(Instrument reading data)
^^^^^^^^

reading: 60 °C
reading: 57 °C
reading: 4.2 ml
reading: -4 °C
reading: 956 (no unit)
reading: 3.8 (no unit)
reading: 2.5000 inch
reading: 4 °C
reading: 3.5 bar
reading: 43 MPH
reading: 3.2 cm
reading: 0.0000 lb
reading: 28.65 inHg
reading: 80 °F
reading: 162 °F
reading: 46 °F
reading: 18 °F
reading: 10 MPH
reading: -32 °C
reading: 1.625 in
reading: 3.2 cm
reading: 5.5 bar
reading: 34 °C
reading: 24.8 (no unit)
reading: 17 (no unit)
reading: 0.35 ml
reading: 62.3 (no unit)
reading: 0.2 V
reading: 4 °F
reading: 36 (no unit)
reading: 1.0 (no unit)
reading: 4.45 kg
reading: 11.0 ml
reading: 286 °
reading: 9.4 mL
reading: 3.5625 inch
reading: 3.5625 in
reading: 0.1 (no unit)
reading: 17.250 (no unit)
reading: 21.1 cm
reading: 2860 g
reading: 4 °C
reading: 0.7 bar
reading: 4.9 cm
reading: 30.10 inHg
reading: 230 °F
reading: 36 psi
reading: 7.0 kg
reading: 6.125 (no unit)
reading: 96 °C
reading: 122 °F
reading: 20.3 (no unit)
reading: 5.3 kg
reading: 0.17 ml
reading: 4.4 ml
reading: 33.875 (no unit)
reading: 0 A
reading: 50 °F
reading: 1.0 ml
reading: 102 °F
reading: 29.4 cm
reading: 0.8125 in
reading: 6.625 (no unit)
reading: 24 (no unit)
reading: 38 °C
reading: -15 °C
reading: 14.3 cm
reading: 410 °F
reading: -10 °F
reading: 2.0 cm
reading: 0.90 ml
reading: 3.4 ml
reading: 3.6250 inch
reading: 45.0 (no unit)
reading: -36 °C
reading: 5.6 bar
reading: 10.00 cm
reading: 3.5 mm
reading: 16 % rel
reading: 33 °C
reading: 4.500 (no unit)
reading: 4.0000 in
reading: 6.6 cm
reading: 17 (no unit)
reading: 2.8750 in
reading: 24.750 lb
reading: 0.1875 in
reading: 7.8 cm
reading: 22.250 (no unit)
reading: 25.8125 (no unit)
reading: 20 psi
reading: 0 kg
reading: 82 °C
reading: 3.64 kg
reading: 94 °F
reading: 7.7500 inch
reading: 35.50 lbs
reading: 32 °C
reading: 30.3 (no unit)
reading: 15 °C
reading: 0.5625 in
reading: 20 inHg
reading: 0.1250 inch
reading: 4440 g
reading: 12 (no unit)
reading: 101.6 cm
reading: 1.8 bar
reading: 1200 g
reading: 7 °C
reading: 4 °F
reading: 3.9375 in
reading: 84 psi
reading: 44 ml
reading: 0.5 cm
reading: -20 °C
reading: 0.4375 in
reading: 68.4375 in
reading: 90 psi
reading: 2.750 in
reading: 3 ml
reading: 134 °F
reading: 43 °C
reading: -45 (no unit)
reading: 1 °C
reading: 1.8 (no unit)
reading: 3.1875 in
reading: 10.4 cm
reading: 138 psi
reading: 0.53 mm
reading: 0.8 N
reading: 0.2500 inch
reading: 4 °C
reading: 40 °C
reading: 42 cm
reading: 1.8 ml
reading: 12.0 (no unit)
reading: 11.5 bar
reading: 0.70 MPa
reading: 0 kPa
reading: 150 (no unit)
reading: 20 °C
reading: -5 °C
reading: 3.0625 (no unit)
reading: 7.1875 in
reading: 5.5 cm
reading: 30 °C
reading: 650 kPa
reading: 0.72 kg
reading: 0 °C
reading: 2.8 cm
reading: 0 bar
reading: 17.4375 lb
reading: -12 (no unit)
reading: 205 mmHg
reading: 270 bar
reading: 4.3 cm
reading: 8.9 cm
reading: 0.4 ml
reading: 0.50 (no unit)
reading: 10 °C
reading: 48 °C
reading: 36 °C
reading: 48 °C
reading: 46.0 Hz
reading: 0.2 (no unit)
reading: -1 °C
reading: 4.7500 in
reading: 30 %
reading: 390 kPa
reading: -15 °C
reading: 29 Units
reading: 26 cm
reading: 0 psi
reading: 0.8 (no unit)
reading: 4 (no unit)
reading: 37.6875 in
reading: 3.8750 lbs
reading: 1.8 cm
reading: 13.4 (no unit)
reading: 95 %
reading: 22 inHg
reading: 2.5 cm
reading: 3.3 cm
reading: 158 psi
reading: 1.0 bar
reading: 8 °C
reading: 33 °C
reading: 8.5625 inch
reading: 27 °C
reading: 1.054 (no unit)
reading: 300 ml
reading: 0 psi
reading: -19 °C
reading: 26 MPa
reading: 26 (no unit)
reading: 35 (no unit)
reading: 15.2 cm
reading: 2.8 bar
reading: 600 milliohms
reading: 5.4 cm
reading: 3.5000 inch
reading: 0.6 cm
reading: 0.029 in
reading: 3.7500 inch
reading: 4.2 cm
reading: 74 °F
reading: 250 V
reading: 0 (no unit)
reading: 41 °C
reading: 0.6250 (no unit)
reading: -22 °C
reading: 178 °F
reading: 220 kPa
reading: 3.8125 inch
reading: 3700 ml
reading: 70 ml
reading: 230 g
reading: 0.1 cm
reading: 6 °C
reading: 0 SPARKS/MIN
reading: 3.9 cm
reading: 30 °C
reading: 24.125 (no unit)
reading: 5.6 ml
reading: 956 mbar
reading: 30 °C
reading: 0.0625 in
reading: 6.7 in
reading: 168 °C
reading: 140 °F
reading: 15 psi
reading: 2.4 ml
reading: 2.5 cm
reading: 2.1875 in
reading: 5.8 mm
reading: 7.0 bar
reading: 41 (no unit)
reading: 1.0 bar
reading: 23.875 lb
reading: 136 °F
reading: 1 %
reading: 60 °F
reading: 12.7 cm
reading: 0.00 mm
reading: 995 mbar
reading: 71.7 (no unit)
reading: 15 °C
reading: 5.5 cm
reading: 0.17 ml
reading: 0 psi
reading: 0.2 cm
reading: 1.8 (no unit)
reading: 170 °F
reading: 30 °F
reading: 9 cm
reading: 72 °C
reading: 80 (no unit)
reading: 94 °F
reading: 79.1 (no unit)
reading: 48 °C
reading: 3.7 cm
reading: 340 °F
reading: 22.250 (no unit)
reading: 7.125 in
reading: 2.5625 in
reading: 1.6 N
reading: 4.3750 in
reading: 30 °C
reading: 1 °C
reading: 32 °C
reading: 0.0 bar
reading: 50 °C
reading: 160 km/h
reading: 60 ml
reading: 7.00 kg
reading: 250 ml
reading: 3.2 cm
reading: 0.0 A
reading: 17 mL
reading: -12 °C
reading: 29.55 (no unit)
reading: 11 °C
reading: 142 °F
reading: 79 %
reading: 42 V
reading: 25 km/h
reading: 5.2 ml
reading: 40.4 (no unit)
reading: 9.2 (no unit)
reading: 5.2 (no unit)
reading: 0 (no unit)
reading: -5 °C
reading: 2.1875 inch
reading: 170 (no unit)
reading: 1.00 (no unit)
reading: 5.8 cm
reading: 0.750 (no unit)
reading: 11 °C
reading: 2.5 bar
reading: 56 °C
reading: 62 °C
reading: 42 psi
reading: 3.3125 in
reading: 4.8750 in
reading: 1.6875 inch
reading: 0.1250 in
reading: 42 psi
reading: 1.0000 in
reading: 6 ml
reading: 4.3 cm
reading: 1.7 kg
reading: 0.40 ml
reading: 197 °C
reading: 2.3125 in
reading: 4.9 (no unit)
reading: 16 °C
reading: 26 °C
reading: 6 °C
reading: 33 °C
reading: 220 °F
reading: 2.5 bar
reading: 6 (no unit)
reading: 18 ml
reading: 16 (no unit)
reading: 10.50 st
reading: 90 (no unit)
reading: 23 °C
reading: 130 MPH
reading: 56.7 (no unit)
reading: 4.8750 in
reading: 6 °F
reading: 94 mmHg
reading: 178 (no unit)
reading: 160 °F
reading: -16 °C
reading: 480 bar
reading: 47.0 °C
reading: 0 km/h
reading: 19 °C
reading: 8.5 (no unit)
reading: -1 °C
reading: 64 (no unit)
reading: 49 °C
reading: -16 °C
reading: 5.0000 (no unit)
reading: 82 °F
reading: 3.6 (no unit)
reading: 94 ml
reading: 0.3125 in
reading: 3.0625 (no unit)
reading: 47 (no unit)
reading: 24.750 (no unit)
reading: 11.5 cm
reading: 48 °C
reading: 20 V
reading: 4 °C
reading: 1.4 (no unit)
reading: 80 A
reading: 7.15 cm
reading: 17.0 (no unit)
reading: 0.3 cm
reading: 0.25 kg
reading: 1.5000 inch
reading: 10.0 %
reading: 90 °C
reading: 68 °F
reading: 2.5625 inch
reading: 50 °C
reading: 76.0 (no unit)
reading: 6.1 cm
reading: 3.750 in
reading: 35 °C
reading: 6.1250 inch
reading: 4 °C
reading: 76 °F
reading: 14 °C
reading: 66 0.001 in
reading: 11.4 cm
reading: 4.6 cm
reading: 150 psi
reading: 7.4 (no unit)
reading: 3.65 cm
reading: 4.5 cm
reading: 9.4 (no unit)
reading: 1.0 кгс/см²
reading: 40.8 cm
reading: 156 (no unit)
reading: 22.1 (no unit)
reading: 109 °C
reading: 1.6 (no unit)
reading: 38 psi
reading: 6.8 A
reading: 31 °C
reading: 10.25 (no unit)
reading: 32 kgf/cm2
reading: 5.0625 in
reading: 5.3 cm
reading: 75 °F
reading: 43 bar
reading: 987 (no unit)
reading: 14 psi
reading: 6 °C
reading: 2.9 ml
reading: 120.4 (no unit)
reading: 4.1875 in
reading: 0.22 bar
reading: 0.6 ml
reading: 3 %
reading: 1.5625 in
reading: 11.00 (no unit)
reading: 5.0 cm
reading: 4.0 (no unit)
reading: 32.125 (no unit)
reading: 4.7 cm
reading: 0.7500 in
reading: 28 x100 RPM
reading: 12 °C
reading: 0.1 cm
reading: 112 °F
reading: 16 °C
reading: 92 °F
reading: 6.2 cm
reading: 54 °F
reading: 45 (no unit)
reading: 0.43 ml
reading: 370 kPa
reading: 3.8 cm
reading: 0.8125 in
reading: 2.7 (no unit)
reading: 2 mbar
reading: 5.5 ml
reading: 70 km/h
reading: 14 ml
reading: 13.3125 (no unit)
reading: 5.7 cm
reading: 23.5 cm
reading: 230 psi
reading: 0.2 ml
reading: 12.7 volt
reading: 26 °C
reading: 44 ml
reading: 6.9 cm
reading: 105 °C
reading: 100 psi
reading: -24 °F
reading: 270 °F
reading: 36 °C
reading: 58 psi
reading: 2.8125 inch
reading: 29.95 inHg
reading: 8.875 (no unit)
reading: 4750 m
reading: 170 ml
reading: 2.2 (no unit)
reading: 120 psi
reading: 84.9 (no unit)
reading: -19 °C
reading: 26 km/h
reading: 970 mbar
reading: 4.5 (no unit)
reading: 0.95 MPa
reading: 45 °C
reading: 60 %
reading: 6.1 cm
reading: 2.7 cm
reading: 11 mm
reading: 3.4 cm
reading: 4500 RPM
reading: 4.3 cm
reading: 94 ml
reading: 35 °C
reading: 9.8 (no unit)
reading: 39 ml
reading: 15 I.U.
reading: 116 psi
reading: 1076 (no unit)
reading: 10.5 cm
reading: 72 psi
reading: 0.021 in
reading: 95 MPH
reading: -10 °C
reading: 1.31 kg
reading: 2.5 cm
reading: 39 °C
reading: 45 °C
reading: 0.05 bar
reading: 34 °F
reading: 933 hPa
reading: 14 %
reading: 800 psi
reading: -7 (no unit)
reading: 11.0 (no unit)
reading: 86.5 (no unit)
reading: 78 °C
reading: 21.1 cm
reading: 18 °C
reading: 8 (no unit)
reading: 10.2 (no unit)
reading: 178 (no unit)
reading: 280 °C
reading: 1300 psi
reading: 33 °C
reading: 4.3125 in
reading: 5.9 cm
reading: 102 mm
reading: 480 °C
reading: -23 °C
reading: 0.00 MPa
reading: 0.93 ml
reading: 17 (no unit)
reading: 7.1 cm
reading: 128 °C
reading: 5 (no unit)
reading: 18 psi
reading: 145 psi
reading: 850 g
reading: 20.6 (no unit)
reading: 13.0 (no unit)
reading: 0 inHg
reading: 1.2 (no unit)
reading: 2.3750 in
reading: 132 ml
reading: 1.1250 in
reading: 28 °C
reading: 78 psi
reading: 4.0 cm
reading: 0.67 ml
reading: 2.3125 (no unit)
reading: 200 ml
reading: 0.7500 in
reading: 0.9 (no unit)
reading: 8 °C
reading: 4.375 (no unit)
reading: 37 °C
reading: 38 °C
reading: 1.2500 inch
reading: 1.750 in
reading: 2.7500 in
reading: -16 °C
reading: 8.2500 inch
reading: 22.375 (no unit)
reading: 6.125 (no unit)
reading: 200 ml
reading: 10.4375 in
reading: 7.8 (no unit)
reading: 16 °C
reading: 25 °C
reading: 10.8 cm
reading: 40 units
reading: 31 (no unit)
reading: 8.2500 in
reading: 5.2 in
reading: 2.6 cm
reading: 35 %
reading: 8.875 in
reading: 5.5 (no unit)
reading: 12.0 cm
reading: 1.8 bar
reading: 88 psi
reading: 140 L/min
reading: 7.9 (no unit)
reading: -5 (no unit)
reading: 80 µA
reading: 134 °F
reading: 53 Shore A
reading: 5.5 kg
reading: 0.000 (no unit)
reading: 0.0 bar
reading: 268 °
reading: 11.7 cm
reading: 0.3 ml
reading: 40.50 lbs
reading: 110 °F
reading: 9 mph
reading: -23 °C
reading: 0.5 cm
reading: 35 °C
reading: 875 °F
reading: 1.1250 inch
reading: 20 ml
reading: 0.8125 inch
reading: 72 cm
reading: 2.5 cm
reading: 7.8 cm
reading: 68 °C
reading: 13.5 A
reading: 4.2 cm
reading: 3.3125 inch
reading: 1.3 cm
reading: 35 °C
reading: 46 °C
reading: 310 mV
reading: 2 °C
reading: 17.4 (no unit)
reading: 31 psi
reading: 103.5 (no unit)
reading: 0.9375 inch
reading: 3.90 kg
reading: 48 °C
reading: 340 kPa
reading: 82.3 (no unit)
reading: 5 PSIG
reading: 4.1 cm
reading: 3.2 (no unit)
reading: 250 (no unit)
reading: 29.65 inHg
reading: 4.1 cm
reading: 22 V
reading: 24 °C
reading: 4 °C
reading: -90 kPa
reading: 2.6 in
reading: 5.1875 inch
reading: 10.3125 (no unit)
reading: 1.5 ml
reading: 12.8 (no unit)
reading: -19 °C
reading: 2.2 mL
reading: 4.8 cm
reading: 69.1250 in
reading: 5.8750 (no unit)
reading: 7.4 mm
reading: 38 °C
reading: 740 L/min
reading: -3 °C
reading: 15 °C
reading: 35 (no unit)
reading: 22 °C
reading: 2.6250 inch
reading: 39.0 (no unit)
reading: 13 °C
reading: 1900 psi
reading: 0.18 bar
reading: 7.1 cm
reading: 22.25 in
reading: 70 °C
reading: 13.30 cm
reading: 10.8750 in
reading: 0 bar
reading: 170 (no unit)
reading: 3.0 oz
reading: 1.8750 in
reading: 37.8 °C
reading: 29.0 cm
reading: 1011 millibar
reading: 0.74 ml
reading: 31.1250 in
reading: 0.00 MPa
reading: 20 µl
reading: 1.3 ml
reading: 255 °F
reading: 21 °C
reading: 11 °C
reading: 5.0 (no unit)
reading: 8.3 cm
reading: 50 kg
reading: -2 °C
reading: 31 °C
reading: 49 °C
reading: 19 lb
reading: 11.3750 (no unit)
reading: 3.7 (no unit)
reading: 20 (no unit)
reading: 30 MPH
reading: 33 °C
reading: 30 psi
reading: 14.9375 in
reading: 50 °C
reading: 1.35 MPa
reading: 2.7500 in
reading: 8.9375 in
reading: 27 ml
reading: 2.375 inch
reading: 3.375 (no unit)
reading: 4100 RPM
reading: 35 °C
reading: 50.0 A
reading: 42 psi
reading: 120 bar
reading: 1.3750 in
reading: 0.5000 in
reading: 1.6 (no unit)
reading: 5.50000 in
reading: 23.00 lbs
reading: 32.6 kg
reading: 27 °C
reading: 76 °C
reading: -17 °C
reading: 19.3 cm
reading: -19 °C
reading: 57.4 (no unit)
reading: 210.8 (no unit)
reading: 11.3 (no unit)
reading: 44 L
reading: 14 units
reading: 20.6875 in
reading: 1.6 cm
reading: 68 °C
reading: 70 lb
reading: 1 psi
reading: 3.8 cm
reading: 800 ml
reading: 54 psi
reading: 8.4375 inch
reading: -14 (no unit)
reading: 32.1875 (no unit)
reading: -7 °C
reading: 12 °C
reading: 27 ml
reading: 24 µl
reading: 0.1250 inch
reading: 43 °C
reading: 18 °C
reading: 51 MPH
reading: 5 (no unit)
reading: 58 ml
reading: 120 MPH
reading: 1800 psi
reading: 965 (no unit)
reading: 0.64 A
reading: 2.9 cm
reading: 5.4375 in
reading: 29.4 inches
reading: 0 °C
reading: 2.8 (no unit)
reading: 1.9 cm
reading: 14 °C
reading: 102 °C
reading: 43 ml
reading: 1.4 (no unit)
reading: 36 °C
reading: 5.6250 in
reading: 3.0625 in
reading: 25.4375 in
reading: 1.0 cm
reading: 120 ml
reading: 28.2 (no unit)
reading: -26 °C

^^^^^^^^

**Work order**
Scan the records for the word "inHg" and copy every line where it is found.

**Task answer**
reading: 28.65 inHg
reading: 30.10 inHg
reading: 20 inHg
reading: 22 inHg
reading: 29.95 inHg
reading: 0 inHg
reading: 29.65 inHg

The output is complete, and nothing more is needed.